Disney’s Debt to Camille Saint-Saëns

Over the weekend, I played Camille Saint-Saëns’ The Carnival of the Animals, the zany chamber orchestra work which has found its way into the children’s canon alongside Prokofiev’s Peter and the Wolf and Britten’s Young Person’s Guide to the Orchestra. The suite’s thirteenth movement, The Swan, is surely Saint-Saëns’ most recognizable music, a reality which probably wouldn’t have pleased the French Romanticist.

For Saint-Saëns, writing The Carnival of the Animals was lighthearted fun, and perhaps self-therapy, after an unsuccessful concert tour during the 1885-86 season. Saint-Saëns didn’t allow the full work to be published during his lifetime out of fear that his image as a serious composer would be jeopardized. (What would he have thought of Bugs Bunny’s version?) Still, this compositional free play led to some surprisingly interesting music, like this haunting and harmonically adventurous passage in The Cuckoo. The Carnival of the Animals also is filled with thinly disguised musical inside jokes: The Tortoise is a slowed down quote of the Galop infernal from Offenbach’s Orpheus in the Underworld, set with stubborn surprise dissonances. Can you hear a hint of the first measure of Berlioz’ Symphonie fantastique in the opening? The Elephant lumbers along with the cumbersome weight of the double bass while alluding to passages from some of the lightest and most nimble music ever written (the Scherzo from Mendelssohn’s A Midsummer Night’s Dream and Dance of the Sylphs from Berlioz’ Damnation of Faust). Saint-Saëns’ own Danse macabre can be heard in the Fossils movement, played by the skeleton-esque xylophone, along with Una voce poco fa from Rossini’s The Barber of Seville. “Pianists” are included among the animals, and it’s possible that the braying donkey was Saint-Saëns’ depiction of music critics.

Listeners who are familiar with Disney’s 1991 Beauty and the Beast will hear how closely the film’s Prologue music resembles the glistening Aquarium movement from The Carnival of the Animals. Alan Menken, who wrote the score for the movie, has acknowledged that he purposely patterned the music after Saint-Saëns’. Interestingly, the same shimmering, watery sound emerges at this moment in the final movement of Saint-Saëns’ “Organ” Symphony. Paavo Järvi and the Orchestre de Paris gave this performance of the “Organ” Symphony at the 2013 BBC Proms:

But let’s return to The Carnival of the Animals.
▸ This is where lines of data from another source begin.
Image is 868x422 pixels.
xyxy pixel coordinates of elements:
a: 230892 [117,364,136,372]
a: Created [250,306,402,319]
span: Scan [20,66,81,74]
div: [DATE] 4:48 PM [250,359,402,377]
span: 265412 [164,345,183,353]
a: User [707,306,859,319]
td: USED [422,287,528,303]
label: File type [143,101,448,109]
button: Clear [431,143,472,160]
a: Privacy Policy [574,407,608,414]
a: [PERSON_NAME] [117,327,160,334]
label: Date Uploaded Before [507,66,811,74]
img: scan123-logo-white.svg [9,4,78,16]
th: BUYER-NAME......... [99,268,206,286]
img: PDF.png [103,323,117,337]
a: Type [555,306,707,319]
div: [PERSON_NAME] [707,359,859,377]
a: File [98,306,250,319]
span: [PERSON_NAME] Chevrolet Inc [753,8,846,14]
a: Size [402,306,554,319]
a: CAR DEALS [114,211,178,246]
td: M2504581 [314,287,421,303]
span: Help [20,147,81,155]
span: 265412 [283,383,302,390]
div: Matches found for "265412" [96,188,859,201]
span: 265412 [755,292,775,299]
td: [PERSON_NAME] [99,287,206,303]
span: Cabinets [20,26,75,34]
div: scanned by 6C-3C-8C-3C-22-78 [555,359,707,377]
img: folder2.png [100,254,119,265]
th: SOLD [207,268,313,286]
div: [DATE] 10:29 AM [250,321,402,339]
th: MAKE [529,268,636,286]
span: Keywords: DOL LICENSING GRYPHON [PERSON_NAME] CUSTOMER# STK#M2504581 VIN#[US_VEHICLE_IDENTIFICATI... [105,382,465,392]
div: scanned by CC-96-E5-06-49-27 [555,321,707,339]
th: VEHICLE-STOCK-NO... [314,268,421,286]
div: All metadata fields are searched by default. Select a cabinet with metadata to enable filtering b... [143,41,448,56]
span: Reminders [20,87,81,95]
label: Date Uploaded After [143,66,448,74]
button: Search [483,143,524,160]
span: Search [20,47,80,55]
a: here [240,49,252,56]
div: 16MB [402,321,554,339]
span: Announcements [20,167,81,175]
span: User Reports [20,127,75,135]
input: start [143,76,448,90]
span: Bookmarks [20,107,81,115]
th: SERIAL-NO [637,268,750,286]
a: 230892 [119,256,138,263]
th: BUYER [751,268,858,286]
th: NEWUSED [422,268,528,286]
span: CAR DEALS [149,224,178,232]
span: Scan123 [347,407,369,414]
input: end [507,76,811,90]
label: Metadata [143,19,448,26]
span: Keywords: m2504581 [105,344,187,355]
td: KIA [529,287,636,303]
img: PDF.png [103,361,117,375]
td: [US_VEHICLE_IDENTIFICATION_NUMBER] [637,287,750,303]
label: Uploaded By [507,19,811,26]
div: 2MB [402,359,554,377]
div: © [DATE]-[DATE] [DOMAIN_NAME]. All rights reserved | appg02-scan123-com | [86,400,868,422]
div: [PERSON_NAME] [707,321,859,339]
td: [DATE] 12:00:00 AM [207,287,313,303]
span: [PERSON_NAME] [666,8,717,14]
Here is Leonard Bernstein’s recording and commentary:

Recordings

  • Saint-Saëns: The Carnival of the Animals, Leonard Bernstein and the New York Philharmonic iTunes, Amazon
  • Saint-Saëns: Symphony No. 3 in C minor, Op. 78, Montreal Symphony, Charles Dutoit iTunes, Amazon
  • Disney’s Fantasia 2000 features The Carnival of the Animals (the Chicago Symphony Orchestra conducted by James Levine, with pianists Gail Niwa and Philip L. Sabransky).

About Timothy Judd

A native of Upstate New York, Timothy Judd has been a member of the Richmond Symphony violin section since 2001. He is a graduate of the Eastman School of Music where he earned the degrees Bachelor of Music and Master of Music, studying with world renowned Ukrainian-American violinist Oleh Krysa.
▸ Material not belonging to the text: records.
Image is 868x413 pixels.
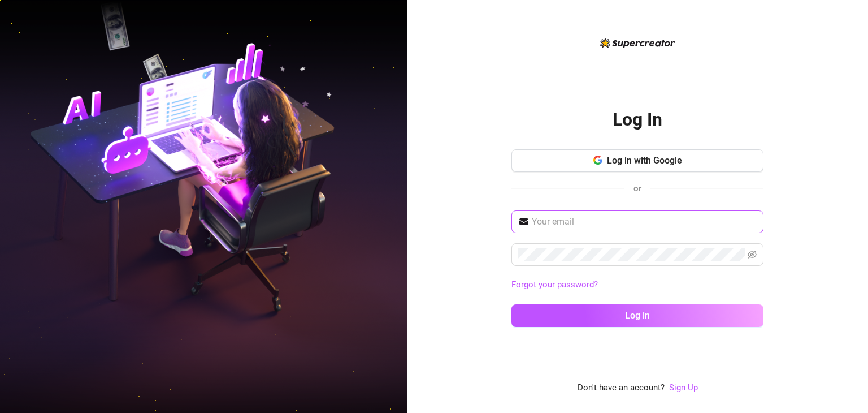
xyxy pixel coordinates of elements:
button: Log in with Google [511,149,764,172]
a: Forgot your password? [511,280,598,289]
h2: Log In [613,108,663,131]
span: or [634,183,641,193]
button: Log in [511,304,764,327]
a: Sign Up [669,382,698,392]
a: Sign Up [669,381,698,395]
img: logo-BBDzfeDw.svg [600,38,675,48]
span: Don't have an account? [578,381,665,395]
input: Your email [532,215,757,229]
span: Log in with Google [607,155,682,166]
a: Forgot your password? [511,278,764,292]
span: eye-invisible [748,250,757,259]
span: Log in [625,310,650,321]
The son of public school music educators, Timothy Judd began violin lessons at the age of four through Eastman’s Community Education Division. He was a student of Anastasia Jempelis, one of the earliest champions of the Suzuki method in the United States.

A passionate teacher, Mr. Judd has maintained a private violin studio in the Richmond area since 2002 and has been active coaching chamber music and numerous youth orchestra sectionals.
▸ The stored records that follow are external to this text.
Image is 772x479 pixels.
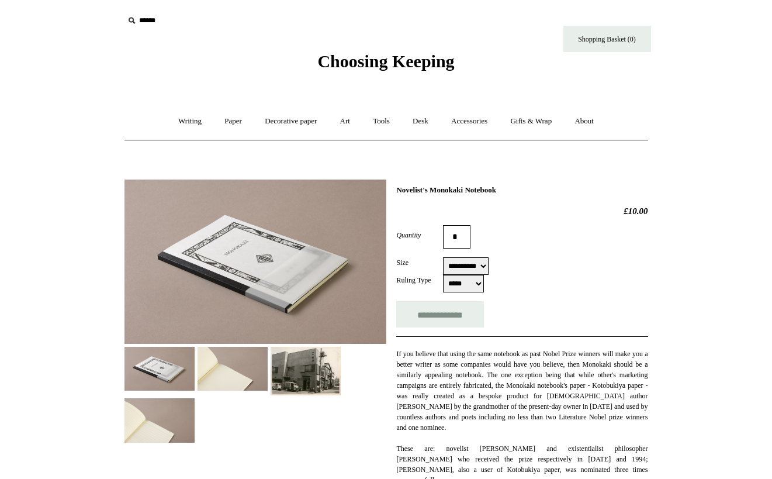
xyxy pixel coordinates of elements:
[254,106,327,137] a: Decorative paper
[125,347,195,391] img: Novelist's Monokaki Notebook
[318,51,454,71] span: Choosing Keeping
[396,230,443,240] label: Quantity
[198,347,268,391] img: Novelist's Monokaki Notebook
[125,180,387,344] img: Novelist's Monokaki Notebook
[214,106,253,137] a: Paper
[363,106,401,137] a: Tools
[168,106,212,137] a: Writing
[564,26,651,52] a: Shopping Basket (0)
[564,106,605,137] a: About
[330,106,361,137] a: Art
[396,257,443,268] label: Size
[396,275,443,285] label: Ruling Type
[396,206,648,216] h2: £10.00
[500,106,563,137] a: Gifts & Wrap
[396,185,648,195] h1: Novelist's Monokaki Notebook
[271,347,341,396] img: Novelist's Monokaki Notebook
[125,398,195,442] img: Novelist's Monokaki Notebook
[441,106,498,137] a: Accessories
[402,106,439,137] a: Desk
[318,61,454,69] a: Choosing Keeping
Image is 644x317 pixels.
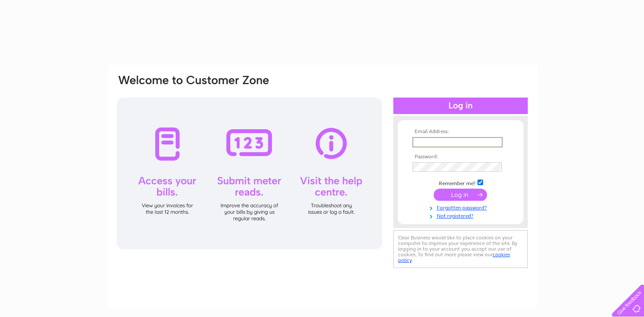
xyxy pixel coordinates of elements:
a: Not registered? [412,211,511,220]
a: cookies policy [398,251,510,263]
td: Remember me? [410,178,511,187]
th: Password: [410,154,511,160]
div: Clear Business would like to place cookies on your computer to improve your experience of the sit... [393,230,528,268]
a: Forgotten password? [412,203,511,211]
th: Email Address: [410,129,511,135]
input: Submit [433,189,487,201]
In his free time, Timothy Judd enjoys working out with Richmond’s popular SEAL Team Physical Training program.

3 thoughts on “Disney’s Debt to Camille Saint-Saëns”

  1. Interesting, as always. Seems that this article isn’t finished–at least, the version that arrived in my email box does not have the Bernstein recording attached . . . The browser version does have the recording.